Mixed uses and office conversions: A possible future for urban cores?
CTV
Workers have yet to return to big city offices in their pre-pandemic numbers, prompting questions about how to revitalize downtown cores as nine-to-fivers spend more of their days at home and companies forge new structures around hybrid work.
Workers have yet to return to big city offices in their pre-pandemic numbers, prompting questions about how to revitalize downtown cores as nine-to-fivers spend more of their days at home and companies forge new structures around hybrid work.
Some new projects suggest there is room to build more livable communities in office-dense neighbourhoods, with a major mixed-use building in Toronto and office-to-residential conversions in Calgary set to put that idea to the test.
Recent data from CBRE Canada pegged the country’s overall office vacancy rate at an all-time high of 17.7 per cent in the first quarter of 2023. Their report framed the trend as a “once-in-a-generation evolution” driven by new hybrid work realities, with people spending less time commuting to their office desks. The pattern has sparked fears about the recovery of downtown cores and the businesses that serve the workday crowds.
Toronto’s office vacancy rate hit its highest number in nearly 30 years at 15.5 per cent, while Vancouver reached a two-decade high of 10.4 per cent, the report said. Montreal and Ottawa reported record-high office vacancy rates of 16.5 per cent and 13.2 per cent, respectively.
It’s in this environment that downtown Toronto’s sprawling mixed use retail, residential and office project “the Well” is starting to come to life. Some tenants already moved in and construction in its late stages.
The completed building will feature an open-air retail and dining space, two small parks and swathes of public seating amid the residential and office tower complex – elements of a particularly desirable post-pandemic layout that the property’s owners say were a happy accident.
“We're in a fortunate position where the design we came up with checked most of the boxes,” Andrew Duncan, chief investment officer of building co-owner RioCan Real Estate Investment Trust, said after a tour of the space on Wednesday.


=== Try it ===
Each entry that follows should be given again word for word; please leave out its pictures.

· · · · · · ·

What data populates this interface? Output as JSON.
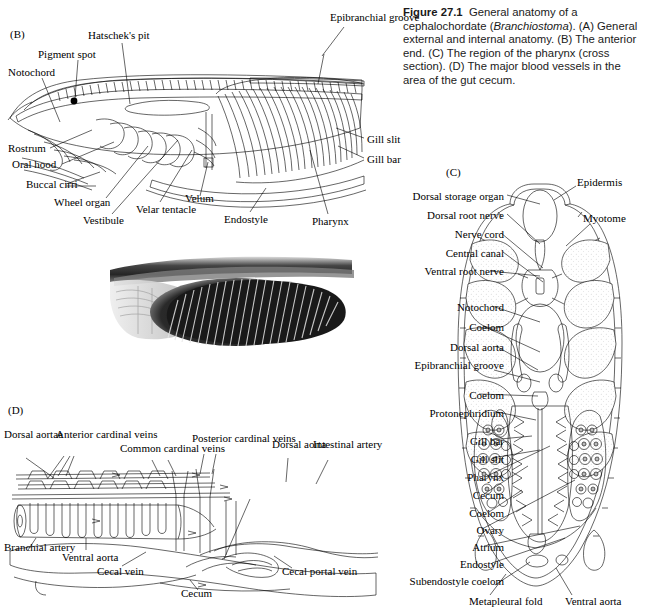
{
  "figure": {
    "number": "Figure 27.1",
    "title_main": "General anatomy of a cephalochordate (",
    "genus": "Branchiostoma",
    "title_tail": ").",
    "parts": "(A) General external and internal anatomy. (B) The anterior end. (C) The region of the pharynx (cross section). (D) The major blood vessels in the area of the gut cecum.",
    "caption_full": "Figure 27.1   General anatomy of a cephalochordate (Branchiostoma). (A) General external and internal anatomy. (B) The anterior end. (C) The region of the pharynx (cross section). (D) The major blood vessels in the area of the gut cecum."
  },
  "panels": {
    "b": {
      "letter": "(B)",
      "labels": [
        "Hatschek's pit",
        "Pigment spot",
        "Notochord",
        "Epibranchial groove",
        "Gill slit",
        "Gill bar",
        "Rostrum",
        "Oral hood",
        "Buccal cirri",
        "Wheel organ",
        "Vestibule",
        "Velar tentacle",
        "Velum",
        "Endostyle",
        "Pharynx"
      ]
    },
    "c": {
      "letter": "(C)",
      "labels_left": [
        "Dorsal storage organ",
        "Dorsal root nerve",
        "Nerve cord",
        "Central canal",
        "Ventral root nerve",
        "Notochord",
        "Coelom",
        "Dorsal aorta",
        "Epibranchial groove",
        "Coelom",
        "Protonephridium",
        "Gill bar",
        "Gill slit",
        "Pharynx",
        "Cecum",
        "Coelom",
        "Ovary",
        "Atrium",
        "Endostyle",
        "Subendostyle coelom"
      ],
      "labels_right": [
        "Epidermis",
        "Myotome"
      ],
      "labels_bottom": [
        "Metapleural fold",
        "Ventral aorta"
      ]
    },
    "d": {
      "letter": "(D)",
      "labels": [
        "Dorsal aortae",
        "Anterior cardinal veins",
        "Common cardinal veins",
        "Posterior cardinal veins",
        "Dorsal aorta",
        "Intestinal artery",
        "Branchial artery",
        "Ventral aorta",
        "Cecal vein",
        "Cecum",
        "Cecal portal vein"
      ]
    }
  },
  "colors": {
    "ink": "#000000",
    "stipple": "#8a8a8a",
    "dark_tissue": "#4a4a4a",
    "caption_text": "#1a1a1a",
    "photo_dark": "#111111",
    "photo_light": "#f2f2f2"
  }
}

· · · · · · ·

=== Written answer ===
What data populates this interface? Output as JSON.
{
  "figure": {
    "number": "Figure 27.1",
    "title_main": "General anatomy of a cephalochordate (",
    "genus": "Branchiostoma",
    "title_tail": ").",
    "parts": "(A) General external and internal anatomy. (B) The anterior end. (C) The region of the pharynx (cross section). (D) The major blood vessels in the area of the gut cecum.",
    "caption_full": "Figure 27.1   General anatomy of a cephalochordate (Branchiostoma). (A) General external and internal anatomy. (B) The anterior end. (C) The region of the pharynx (cross section). (D) The major blood vessels in the area of the gut cecum."
  },
  "panels": {
    "b": {
      "letter": "(B)",
      "labels": [
        "Hatschek's pit",
        "Pigment spot",
        "Notochord",
        "Epibranchial groove",
        "Gill slit",
        "Gill bar",
        "Rostrum",
        "Oral hood",
        "Buccal cirri",
        "Wheel organ",
        "Vestibule",
        "Velar tentacle",
        "Velum",
        "Endostyle",
        "Pharynx"
      ]
    },
    "c": {
      "letter": "(C)",
      "labels_left": [
        "Dorsal storage organ",
        "Dorsal root nerve",
        "Nerve cord",
        "Central canal",
        "Ventral root nerve",
        "Notochord",
        "Coelom",
        "Dorsal aorta",
        "Epibranchial groove",
        "Coelom",
        "Protonephridium",
        "Gill bar",
        "Gill slit",
        "Pharynx",
        "Cecum",
        "Coelom",
        "Ovary",
        "Atrium",
        "Endostyle",
        "Subendostyle coelom"
      ],
      "labels_right": [
        "Epidermis",
        "Myotome"
      ],
      "labels_bottom": [
        "Metapleural fold",
        "Ventral aorta"
      ]
    },
    "d": {
      "letter": "(D)",
      "labels": [
        "Dorsal aortae",
        "Anterior cardinal veins",
        "Common cardinal veins",
        "Posterior cardinal veins",
        "Dorsal aorta",
        "Intestinal artery",
        "Branchial artery",
        "Ventral aorta",
        "Cecal vein",
        "Cecum",
        "Cecal portal vein"
      ]
    }
  },
  "colors": {
    "ink": "#000000",
    "stipple": "#8a8a8a",
    "dark_tissue": "#4a4a4a",
    "caption_text": "#1a1a1a",
    "photo_dark": "#111111",
    "photo_light": "#f2f2f2"
  }
}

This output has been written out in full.